A Dictionary Learning Approach for Factorial Gaussian Models
This work solves a specific identifiability problem in factorial models for researchers in machine learning, but it is incremental as it builds on existing dictionary learning methods.
The paper tackled the identifiability issue in factorial Gaussian models by showing that the emission matrix is unidentifiable even with known assignments, and addressed this with a one component sharing assumption to derive a parameter learning algorithm based on dictionary learning.
In this paper, we develop a parameter estimation method for factorially parametrized models such as Factorial Gaussian Mixture Model and Factorial Hidden Markov Model. Our contributions are two-fold. First, we show that the emission matrix of the standard Factorial Model is unidentifiable even if the true assignment matrix is known. Secondly, we address the issue of identifiability by making a one component sharing assumption and derive a parameter learning algorithm for this case. Our approach is based on a dictionary learning problem of the form $X = O R$, where the goal is to learn the dictionary $O$ given the data matrix $X$. We argue that due to the specific structure of the activation matrix $R$ in the shared component factorial mixture model, and an incoherence assumption on the shared component, it is possible to extract the columns of the $O$ matrix without the need for alternating between the estimation of $O$ and $R$.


▶ **Problem**
Each line of the listing below that includes "button" should be reported.

────

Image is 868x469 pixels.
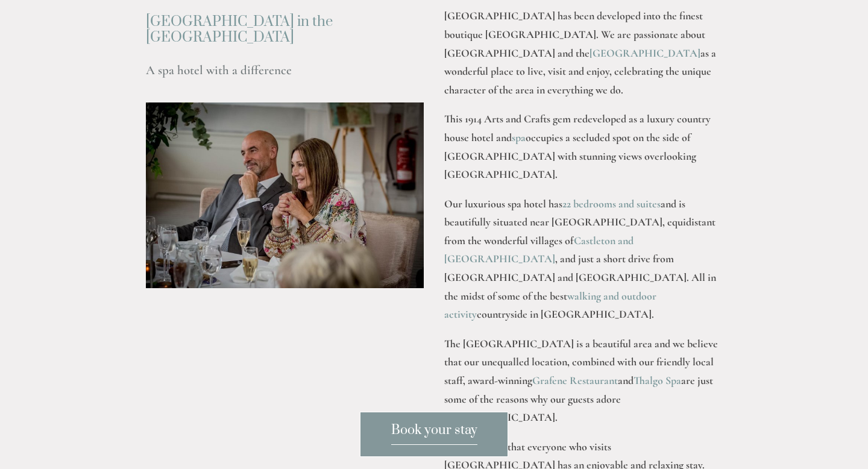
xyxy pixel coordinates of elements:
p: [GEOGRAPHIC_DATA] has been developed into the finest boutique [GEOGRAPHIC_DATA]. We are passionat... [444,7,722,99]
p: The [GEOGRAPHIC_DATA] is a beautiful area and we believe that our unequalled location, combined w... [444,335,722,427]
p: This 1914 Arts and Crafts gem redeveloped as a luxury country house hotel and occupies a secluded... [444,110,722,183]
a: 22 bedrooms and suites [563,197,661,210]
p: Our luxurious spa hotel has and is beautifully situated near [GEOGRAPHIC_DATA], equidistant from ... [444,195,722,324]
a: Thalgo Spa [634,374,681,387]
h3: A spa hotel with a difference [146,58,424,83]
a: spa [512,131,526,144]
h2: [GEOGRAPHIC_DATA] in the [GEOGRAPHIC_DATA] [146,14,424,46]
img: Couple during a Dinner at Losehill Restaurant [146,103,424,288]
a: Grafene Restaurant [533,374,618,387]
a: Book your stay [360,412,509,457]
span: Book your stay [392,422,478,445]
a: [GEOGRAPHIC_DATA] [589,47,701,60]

────

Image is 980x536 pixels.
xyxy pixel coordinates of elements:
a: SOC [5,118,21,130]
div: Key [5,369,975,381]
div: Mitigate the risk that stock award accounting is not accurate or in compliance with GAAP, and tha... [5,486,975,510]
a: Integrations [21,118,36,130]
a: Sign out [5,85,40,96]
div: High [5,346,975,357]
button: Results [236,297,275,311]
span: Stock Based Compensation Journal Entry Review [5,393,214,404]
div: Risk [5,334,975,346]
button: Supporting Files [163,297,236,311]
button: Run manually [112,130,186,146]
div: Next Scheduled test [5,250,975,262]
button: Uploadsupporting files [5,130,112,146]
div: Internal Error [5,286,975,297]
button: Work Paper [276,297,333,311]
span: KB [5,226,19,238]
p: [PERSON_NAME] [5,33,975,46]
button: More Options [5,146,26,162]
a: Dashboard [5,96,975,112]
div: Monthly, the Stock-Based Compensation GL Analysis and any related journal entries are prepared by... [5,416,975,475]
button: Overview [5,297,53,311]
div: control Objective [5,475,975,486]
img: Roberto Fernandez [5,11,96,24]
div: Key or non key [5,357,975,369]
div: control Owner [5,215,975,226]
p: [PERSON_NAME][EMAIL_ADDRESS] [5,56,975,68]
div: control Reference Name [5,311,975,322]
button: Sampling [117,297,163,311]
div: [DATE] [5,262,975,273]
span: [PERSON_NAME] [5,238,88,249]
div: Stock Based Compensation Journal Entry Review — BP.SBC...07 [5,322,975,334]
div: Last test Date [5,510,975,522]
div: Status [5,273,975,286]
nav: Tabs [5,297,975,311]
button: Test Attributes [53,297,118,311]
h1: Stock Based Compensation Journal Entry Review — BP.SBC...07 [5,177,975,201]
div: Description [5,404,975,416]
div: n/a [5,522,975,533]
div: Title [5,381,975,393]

────

▶ **Answer box**
button: Results [236,297,275,311]
button: Supporting Files [163,297,236,311]
button: Run manually [112,130,186,146]
button: Uploadsupporting files [5,130,112,146]
button: Work Paper [276,297,333,311]
button: More Options [5,146,26,162]
button: Overview [5,297,53,311]
button: Sampling [117,297,163,311]
button: Test Attributes [53,297,118,311]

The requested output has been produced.